The anti-cycle software in the boiler can't cope in heart of summer, so then we want the wall thermostat to take over, with standard TRV's it should be just a case of setting the wall thermostat slightly higher than the TRV, however this does not work, as set to 21°C the central heating would turn off too late in the summer and house would end up far too hot.
However heat raises and in the landing and bedrooms the temperature reaches 21°C far earlier, it would seem having the thermostat upstairs on the landing would remove the problems of cold drafts from front door, and it could be set to 20°C with TRV set to 18°C and in theory it should work?

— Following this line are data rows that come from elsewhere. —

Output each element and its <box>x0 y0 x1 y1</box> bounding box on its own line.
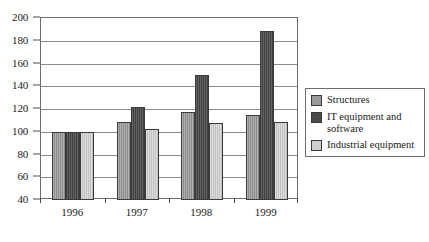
legend-swatch-icon <box>311 140 322 151</box>
y-tick-label: 140 <box>12 80 28 91</box>
y-tick-mark <box>33 199 40 200</box>
y-tick-mark <box>33 62 40 63</box>
bar <box>181 112 195 200</box>
legend-item: Industrial equipment <box>311 139 420 151</box>
legend-label: IT equipment and software <box>327 111 420 134</box>
y-tick-mark <box>33 17 40 18</box>
x-tick-mark <box>234 198 235 203</box>
y-tick-label: 60 <box>17 171 28 182</box>
x-tick-label: 1997 <box>126 206 148 218</box>
legend-label: Structures <box>327 94 370 106</box>
x-tick-label: 1999 <box>255 206 277 218</box>
bars-layer <box>41 18 297 198</box>
x-axis: 1996199719981999 <box>40 203 298 223</box>
bar <box>52 132 66 200</box>
x-tick-mark <box>40 198 41 203</box>
y-tick-label: 180 <box>12 34 28 45</box>
bar <box>117 122 131 200</box>
y-tick-label: 120 <box>12 103 28 114</box>
plot-area <box>40 17 298 199</box>
y-tick-mark <box>33 85 40 86</box>
bar <box>80 132 94 200</box>
legend-label: Industrial equipment <box>327 139 414 151</box>
bar <box>274 122 288 200</box>
y-tick-label: 100 <box>12 125 28 136</box>
bar <box>246 115 260 200</box>
bar <box>131 107 145 200</box>
x-tick-label: 1998 <box>190 206 212 218</box>
y-tick-label: 40 <box>17 194 28 205</box>
y-tick-label: 200 <box>12 12 28 23</box>
bar <box>209 123 223 200</box>
bar <box>145 129 159 200</box>
legend-swatch-icon <box>311 95 322 106</box>
y-tick-label: 160 <box>12 57 28 68</box>
x-tick-mark <box>105 198 106 203</box>
bar <box>66 132 80 200</box>
y-axis: 406080100120140160180200 <box>0 0 40 242</box>
x-tick-label: 1996 <box>61 206 83 218</box>
x-tick-mark <box>297 198 298 203</box>
y-tick-mark <box>33 176 40 177</box>
bar <box>260 31 274 200</box>
y-tick-mark <box>33 39 40 40</box>
y-tick-mark <box>33 130 40 131</box>
x-tick-mark <box>169 198 170 203</box>
y-tick-label: 80 <box>17 148 28 159</box>
legend-item: IT equipment and software <box>311 111 420 134</box>
y-tick-mark <box>33 108 40 109</box>
legend-item: Structures <box>311 94 420 106</box>
bar-chart: 406080100120140160180200 199619971998199… <box>0 0 429 242</box>
bar <box>195 75 209 200</box>
y-tick-mark <box>33 153 40 154</box>
legend-swatch-icon <box>311 112 322 123</box>
chart-legend: StructuresIT equipment and softwareIndus… <box>305 88 425 157</box>
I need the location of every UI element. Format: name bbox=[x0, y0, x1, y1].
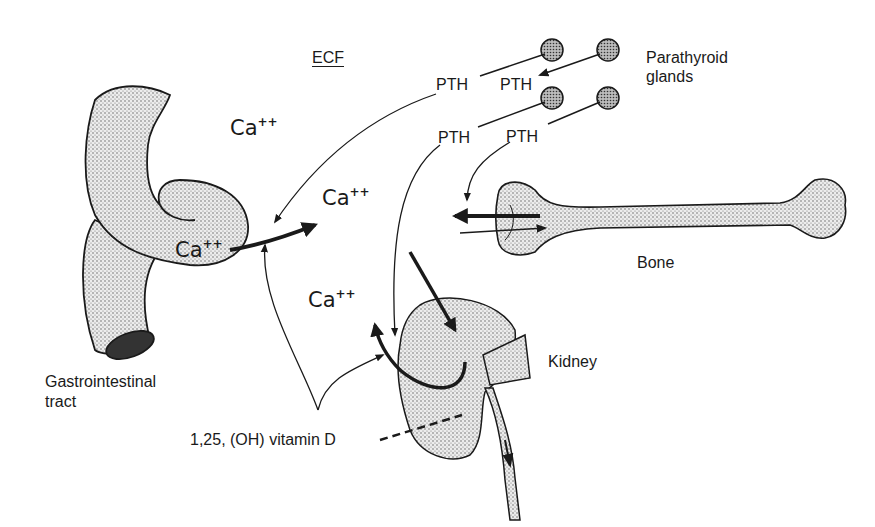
ca-ion-label-ecf-bottom: Ca++ bbox=[308, 285, 356, 310]
kidney-shape bbox=[398, 298, 530, 520]
pth-label-1: PTH bbox=[436, 75, 468, 94]
parathyroid-label-line1: Parathyroid bbox=[646, 48, 728, 67]
ecf-label: ECF bbox=[312, 48, 344, 67]
bone-label: Bone bbox=[637, 253, 674, 272]
pth-label-4: PTH bbox=[506, 127, 538, 146]
parathyroid-glands bbox=[541, 39, 619, 109]
parathyroid-label-line2: glands bbox=[646, 67, 693, 86]
ca-ion-label-ecf-top: Ca++ bbox=[230, 113, 278, 138]
gi-tract-shape bbox=[83, 86, 248, 365]
ca-ion-label-gi: Ca++ bbox=[175, 235, 223, 260]
vitamin-d-label: 1,25, (OH) vitamin D bbox=[190, 430, 336, 449]
pth-label-3: PTH bbox=[438, 128, 470, 147]
gi-label-line2: tract bbox=[45, 392, 76, 411]
bone-shape bbox=[496, 179, 846, 255]
gi-label-line1: Gastrointestinal bbox=[45, 372, 156, 391]
kidney-label: Kidney bbox=[548, 352, 597, 371]
ca-ion-label-ecf-center: Ca++ bbox=[322, 183, 370, 208]
pth-label-2: PTH bbox=[500, 75, 532, 94]
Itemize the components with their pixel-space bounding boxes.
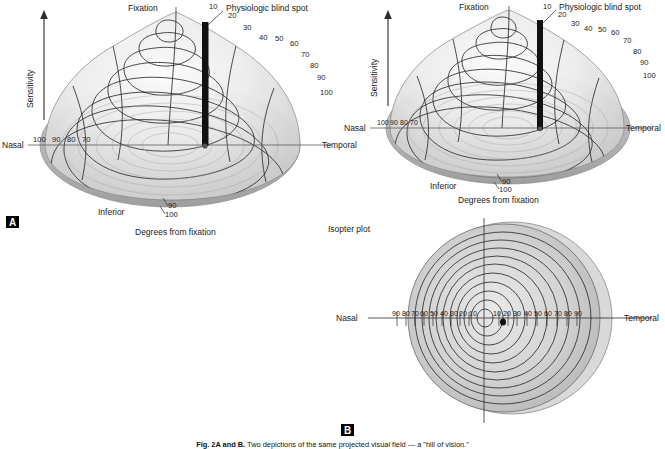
panel-a-letter: A <box>6 216 19 228</box>
figure-caption-bold: Fig. 2A and B. <box>196 440 245 449</box>
panel-a-ring-label-60: 60 <box>290 40 298 48</box>
panel-b: Sensitivity Fixation Physiologic blind s… <box>340 0 665 449</box>
panel-a-nasal-label: Nasal <box>2 141 24 150</box>
panel-b-blind-spot-column <box>537 20 543 131</box>
panel-a-ring-label-90: 90 <box>317 74 325 82</box>
isopter-blind-spot-marker <box>500 318 506 325</box>
isopter-tick-temporal-10: 10 <box>493 310 501 317</box>
panel-a-fixation-label: Fixation <box>128 4 158 13</box>
panel-b-ring-label-10: 10 <box>543 3 551 11</box>
panel-a-y-axis-label: Sensitivity <box>26 70 35 108</box>
isopter-tick-temporal-50: 50 <box>534 310 542 317</box>
panel-b-ring-label-30: 30 <box>571 20 579 28</box>
panel-a-inferior-tick-90: 90 <box>168 202 176 210</box>
panel-b-fixation-label: Fixation <box>459 3 489 12</box>
isopter-tick-temporal-60: 60 <box>544 310 552 317</box>
panel-b-nasal-tick-70: 70 <box>410 119 418 126</box>
isopter-tick-nasal-30: 30 <box>450 310 458 317</box>
panel-b-y-axis-label: Sensitivity <box>370 59 379 97</box>
figure-root: Sensitivity Fixation Physiologic blind s… <box>0 0 665 449</box>
panel-b-blindspot-leader <box>543 10 556 23</box>
isopter-tick-temporal-90: 90 <box>574 310 582 317</box>
panel-a-inferior-tick-100: 100 <box>165 211 178 219</box>
isopter-tick-temporal-80: 80 <box>564 310 572 317</box>
isopter-tick-nasal-70: 70 <box>411 310 419 317</box>
panel-a-x-axis-label: Degrees from fixation <box>135 228 216 237</box>
panel-b-nasal-tick-100: 100 <box>377 119 389 126</box>
figure-caption-rest: Two depictions of the same projected vis… <box>245 440 469 449</box>
isopter-tick-temporal-20: 20 <box>503 310 511 317</box>
panel-a-ring-label-100: 100 <box>320 89 333 97</box>
panel-a-ring-label-80: 80 <box>310 62 318 70</box>
panel-b-blindspot-label: Physiologic blind spot <box>559 3 641 12</box>
panel-a-nasal-tick-100: 100 <box>33 136 46 144</box>
panel-b-x-axis-label: Degrees from fixation <box>458 196 539 205</box>
isopter-tick-temporal-30: 30 <box>513 310 521 317</box>
panel-b-ring-label-90: 90 <box>640 59 648 67</box>
isopter-temporal-label: Temporal <box>624 314 659 323</box>
panel-b-sensitivity-arrow <box>384 10 392 106</box>
panel-b-ring-label-80: 80 <box>633 48 641 56</box>
panel-a-nasal-tick-70: 70 <box>82 136 90 144</box>
isopter-tick-nasal-80: 80 <box>402 310 410 317</box>
panel-b-inferior-tick-100: 100 <box>499 186 512 194</box>
isopter-tick-nasal-40: 40 <box>440 310 448 317</box>
isopter-tick-nasal-60: 60 <box>420 310 428 317</box>
panel-b-temporal-label: Temporal <box>626 124 661 133</box>
panel-a-blindspot-label: Physiologic blind spot <box>226 4 308 13</box>
panel-a-ring-label-70: 70 <box>301 51 309 59</box>
panel-a-ring-label-50: 50 <box>275 35 283 43</box>
panel-b-letter: B <box>341 424 354 436</box>
panel-a-nasal-tick-90: 90 <box>52 136 60 144</box>
panel-b-ring-label-50: 50 <box>598 26 606 34</box>
panel-a-blind-spot-column <box>202 22 209 149</box>
isopter-tick-temporal-70: 70 <box>554 310 562 317</box>
isopter-tick-nasal-20: 20 <box>459 310 467 317</box>
panel-a-ring-label-40: 40 <box>259 34 267 42</box>
panel-a-inferior-label: Inferior <box>98 208 124 217</box>
panel-b-inferior-label: Inferior <box>430 182 456 191</box>
panel-a-ring-label-30: 30 <box>243 24 251 32</box>
isopter-nasal-label: Nasal <box>336 314 358 323</box>
isopter-tick-nasal-10: 10 <box>469 310 477 317</box>
panel-a-sensitivity-arrow <box>40 10 48 120</box>
panel-b-nasal-label: Nasal <box>344 124 366 133</box>
panel-a-hill-surface <box>45 12 300 231</box>
panel-b-ring-label-60: 60 <box>611 29 619 37</box>
panel-a-ring-label-10: 10 <box>209 3 217 11</box>
panel-b-ring-label-70: 70 <box>623 37 631 45</box>
panel-a-ring-label-20: 20 <box>228 12 236 20</box>
isopter-tick-nasal-50: 50 <box>430 310 438 317</box>
panel-b-nasal-tick-80: 80 <box>400 119 408 126</box>
panel-b-ring-label-100: 100 <box>643 72 656 80</box>
panel-a-blindspot-leader <box>208 11 223 25</box>
panel-a: Sensitivity Fixation Physiologic blind s… <box>0 0 340 240</box>
isopter-plot <box>340 218 665 433</box>
panel-b-nasal-tick-90: 90 <box>390 119 398 126</box>
isopter-tick-nasal-90: 90 <box>392 310 400 317</box>
panel-b-ring-label-20: 20 <box>558 11 566 19</box>
panel-a-nasal-tick-80: 80 <box>67 136 75 144</box>
isopter-tick-temporal-40: 40 <box>524 310 532 317</box>
panel-b-ring-label-40: 40 <box>584 25 592 33</box>
figure-caption: Fig. 2A and B. Two depictions of the sam… <box>0 440 665 449</box>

So why is not every house set up that way? What have I missed? I can't believe I am the only one to consider the wall thermostat should be placed upstairs away from drafts. I look at the places it can be placed, or more to point where it can't be placed, no good in living room as eTRV fitted. Same will apply for downstairs bedroom and hall, kitchen heat from cooking will upset it, wet room underfloor heating will upset it, this only leaves upstairs, bedrooms will be set too warm, loo has no radiator, bathroom again set on hot side, so it would seem only place is the landing. So what if anything have I overlooked?
As far as I can work out the wall thermostat is to stop the central heating boiler running in the summer, it should not do a thing in the winter, in the winter the TRV controls the room temperatures by adjusting the flow, this in turn controls the return water temperature as the bi-pass valve starts to open and the return water temperature controls the boiler flame height, so we have analogue control with low hysteresis, if the wall mounted thermostat controls the boiler then we get a high hysteresis so only when we reach the point where the boiler can't turn down low enough so has to switch on and off should we be looking at the wall thermostat taking over control.
The anti-cycle software in the boiler can't cope in heart of summer, so then we want the wall thermostat to take over, with standard TRV's it should be just a case of setting the wall thermostat slightly higher than the TRV, however this does not work, as set to 21°C the central heating would turn off too late in the summer and house would end up far too hot.
However heat raises and in the landing and bedrooms the temperature reaches 21°C far earlier, it would seem having the thermostat upstairs on the landing would remove the problems of cold drafts from front door, and it could be set to 20°C with TRV set to 18°C and in theory it should work?
So why is not every house set up that way? What have I missed? I can't believe I am the only one to consider the wall thermostat should be placed upstairs away from drafts. I look at the places it can be placed, or more to point where it can't be placed, no good in living room as eTRV fitted. Same will apply for downstairs bedroom and hall, kitchen heat from cooking will upset it, wet room underfloor heating will upset it, this only leaves upstairs, bedrooms will be set too warm, loo has no radiator, bathroom again set on hot side, so it would seem only place is the landing. So what if anything have I overlooked?